Barclays Plc is looking to court more corporate chieftains in order to advise them on dealmaking and capital markets activity after the British lender was absent from some of the biggest deals in the third quarter.
Barclays has improved its standing with private equity firms, which has helped buoy its advisory revenue in recent quarters, Anna Cross, Barclays’ finance director, said on a conference call with journalists. Still, the firm has more progress to make to capture more equity capital markets and corporate advisory mandates alike, she said.
“There’s more to do on M&A with corporates — we recognize that, and it’s a continued focus,” Cross said. “On ECM, we didn’t participate in many of the large deals in the quarter, and, indeed, some of those have been pushed out into Q4 so we we are focused on the pipeline for that business.”

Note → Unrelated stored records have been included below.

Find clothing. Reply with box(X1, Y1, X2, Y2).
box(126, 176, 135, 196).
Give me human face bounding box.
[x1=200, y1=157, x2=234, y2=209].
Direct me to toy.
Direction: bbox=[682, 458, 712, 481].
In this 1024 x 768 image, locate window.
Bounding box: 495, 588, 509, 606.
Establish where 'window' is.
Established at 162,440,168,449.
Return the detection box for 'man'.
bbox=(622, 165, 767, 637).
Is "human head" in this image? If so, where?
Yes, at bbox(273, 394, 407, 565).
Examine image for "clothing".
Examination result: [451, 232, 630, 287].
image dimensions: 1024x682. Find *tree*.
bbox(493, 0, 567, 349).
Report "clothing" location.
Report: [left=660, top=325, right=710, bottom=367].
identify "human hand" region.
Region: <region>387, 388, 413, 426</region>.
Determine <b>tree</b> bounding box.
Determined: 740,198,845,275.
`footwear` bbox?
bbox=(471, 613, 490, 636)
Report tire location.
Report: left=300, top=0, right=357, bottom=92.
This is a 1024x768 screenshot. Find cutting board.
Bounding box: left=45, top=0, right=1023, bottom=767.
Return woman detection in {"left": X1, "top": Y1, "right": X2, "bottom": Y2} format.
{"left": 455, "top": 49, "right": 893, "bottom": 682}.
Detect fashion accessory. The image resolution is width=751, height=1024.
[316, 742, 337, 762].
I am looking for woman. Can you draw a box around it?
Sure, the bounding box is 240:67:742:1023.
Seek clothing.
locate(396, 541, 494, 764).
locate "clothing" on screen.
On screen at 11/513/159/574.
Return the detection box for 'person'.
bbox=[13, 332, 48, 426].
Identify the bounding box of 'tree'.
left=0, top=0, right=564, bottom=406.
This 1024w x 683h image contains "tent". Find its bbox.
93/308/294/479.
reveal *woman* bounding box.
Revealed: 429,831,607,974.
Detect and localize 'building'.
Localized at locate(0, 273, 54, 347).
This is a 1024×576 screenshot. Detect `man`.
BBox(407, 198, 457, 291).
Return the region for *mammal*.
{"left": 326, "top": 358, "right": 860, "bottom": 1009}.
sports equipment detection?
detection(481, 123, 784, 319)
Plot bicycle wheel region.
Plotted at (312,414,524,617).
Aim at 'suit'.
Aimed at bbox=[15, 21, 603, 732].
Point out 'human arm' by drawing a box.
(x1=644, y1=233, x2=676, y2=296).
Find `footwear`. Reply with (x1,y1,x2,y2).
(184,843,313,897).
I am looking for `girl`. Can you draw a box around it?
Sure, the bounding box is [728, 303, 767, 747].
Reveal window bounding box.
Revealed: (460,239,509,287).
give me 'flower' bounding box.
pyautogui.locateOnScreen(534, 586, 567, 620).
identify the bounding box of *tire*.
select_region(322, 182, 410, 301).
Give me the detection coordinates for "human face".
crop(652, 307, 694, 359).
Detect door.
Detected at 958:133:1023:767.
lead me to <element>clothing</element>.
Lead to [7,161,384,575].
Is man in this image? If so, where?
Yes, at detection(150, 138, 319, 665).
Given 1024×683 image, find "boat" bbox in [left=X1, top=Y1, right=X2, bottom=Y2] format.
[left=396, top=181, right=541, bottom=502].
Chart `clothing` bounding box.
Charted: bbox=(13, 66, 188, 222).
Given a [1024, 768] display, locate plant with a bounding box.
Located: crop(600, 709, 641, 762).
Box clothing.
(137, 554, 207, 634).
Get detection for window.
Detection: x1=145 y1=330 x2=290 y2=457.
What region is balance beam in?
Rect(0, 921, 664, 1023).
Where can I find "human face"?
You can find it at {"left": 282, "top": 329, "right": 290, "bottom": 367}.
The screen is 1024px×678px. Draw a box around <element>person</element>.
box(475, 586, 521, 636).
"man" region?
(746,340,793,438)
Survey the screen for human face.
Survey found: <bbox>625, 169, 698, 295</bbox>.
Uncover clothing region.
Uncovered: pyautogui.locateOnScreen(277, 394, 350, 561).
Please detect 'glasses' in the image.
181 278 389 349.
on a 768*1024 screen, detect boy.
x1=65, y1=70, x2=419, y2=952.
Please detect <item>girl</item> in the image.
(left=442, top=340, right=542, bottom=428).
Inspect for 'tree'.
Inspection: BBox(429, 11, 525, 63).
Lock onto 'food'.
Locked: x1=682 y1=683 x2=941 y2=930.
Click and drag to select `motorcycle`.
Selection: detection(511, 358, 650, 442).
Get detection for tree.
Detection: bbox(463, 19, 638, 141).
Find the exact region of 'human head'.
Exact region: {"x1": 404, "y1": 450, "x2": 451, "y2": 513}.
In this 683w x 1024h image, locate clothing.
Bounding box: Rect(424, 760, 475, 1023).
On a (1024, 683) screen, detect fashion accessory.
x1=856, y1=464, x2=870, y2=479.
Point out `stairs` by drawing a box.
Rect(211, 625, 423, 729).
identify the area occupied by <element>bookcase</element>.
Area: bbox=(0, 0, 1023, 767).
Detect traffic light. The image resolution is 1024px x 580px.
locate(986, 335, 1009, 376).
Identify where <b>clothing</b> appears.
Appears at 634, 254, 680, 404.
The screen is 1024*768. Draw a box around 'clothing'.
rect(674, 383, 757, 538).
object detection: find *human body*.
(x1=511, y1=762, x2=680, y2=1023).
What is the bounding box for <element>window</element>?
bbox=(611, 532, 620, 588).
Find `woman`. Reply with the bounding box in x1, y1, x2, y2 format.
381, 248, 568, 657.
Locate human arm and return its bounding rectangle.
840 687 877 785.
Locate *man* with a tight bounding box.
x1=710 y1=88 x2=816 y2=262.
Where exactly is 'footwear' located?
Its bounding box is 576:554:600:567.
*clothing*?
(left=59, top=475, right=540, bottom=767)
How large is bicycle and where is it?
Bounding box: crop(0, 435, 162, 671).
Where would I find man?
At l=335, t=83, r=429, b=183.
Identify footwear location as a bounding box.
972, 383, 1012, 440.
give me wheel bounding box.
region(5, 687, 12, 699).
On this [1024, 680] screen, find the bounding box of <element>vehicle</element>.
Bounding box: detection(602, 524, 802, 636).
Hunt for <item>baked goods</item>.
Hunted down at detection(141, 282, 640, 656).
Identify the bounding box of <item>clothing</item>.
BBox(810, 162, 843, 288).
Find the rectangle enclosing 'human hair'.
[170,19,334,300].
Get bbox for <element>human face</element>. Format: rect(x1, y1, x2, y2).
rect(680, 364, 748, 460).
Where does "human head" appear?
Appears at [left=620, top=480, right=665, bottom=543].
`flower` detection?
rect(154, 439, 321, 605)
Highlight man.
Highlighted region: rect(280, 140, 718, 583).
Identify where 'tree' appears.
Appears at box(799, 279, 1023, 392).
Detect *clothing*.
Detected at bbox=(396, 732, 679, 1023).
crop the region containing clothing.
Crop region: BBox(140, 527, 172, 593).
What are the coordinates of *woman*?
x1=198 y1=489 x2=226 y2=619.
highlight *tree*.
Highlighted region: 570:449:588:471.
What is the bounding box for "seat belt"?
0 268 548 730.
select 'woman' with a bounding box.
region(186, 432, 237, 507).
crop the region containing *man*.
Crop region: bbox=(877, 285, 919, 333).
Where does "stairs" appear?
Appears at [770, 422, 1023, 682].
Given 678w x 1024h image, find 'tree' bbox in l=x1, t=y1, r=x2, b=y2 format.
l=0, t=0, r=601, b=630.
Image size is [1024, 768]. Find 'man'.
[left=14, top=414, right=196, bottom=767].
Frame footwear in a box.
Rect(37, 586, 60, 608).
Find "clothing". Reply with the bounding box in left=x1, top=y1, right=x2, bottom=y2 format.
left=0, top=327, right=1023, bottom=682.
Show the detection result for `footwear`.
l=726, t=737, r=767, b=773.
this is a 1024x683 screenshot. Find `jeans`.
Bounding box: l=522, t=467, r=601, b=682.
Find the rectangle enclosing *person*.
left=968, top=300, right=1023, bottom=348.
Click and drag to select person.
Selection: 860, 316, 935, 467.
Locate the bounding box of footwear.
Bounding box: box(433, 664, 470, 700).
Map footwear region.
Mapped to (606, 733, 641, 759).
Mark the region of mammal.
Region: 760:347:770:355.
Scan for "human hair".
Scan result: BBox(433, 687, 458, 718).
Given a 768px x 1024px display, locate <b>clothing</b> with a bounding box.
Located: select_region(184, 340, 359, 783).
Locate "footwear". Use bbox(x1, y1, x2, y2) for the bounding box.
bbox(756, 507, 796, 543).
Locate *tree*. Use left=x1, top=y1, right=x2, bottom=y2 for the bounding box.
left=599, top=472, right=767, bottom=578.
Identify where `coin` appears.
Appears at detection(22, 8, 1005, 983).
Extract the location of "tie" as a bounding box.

Barclays’ IPO bankers brought in £71 million of revenue in the third quarter. While that missed estimates, it was up 11% from the same period a year ago. The firms’ dealmakers generated £196 million in income, topping expectations.
Barclays has been known as a fixed income and debt underwriting powerhouse. But the latest results come as Barclays looks to shift that narrative by investing more heavily in both equities underwriting and advisory as part of a broader plan to boost returns across the firm.
“The ECM and M&A stuff is not directly linked to capital at all,” Chief Executive Officer CS Venkatakrishnan said on the call. “It was dominated by a few large deals, which we were not fortunate to be in. And that’s the question we’ll ask ourselves, which is, ‘How do you get into some of those lost deals?’”
The firm’s stock traders missed expectations during the quarter, generating just £689 million. That was roughly flat with the same period a year ago and meant the British lender underperformed its Wall Street rivals.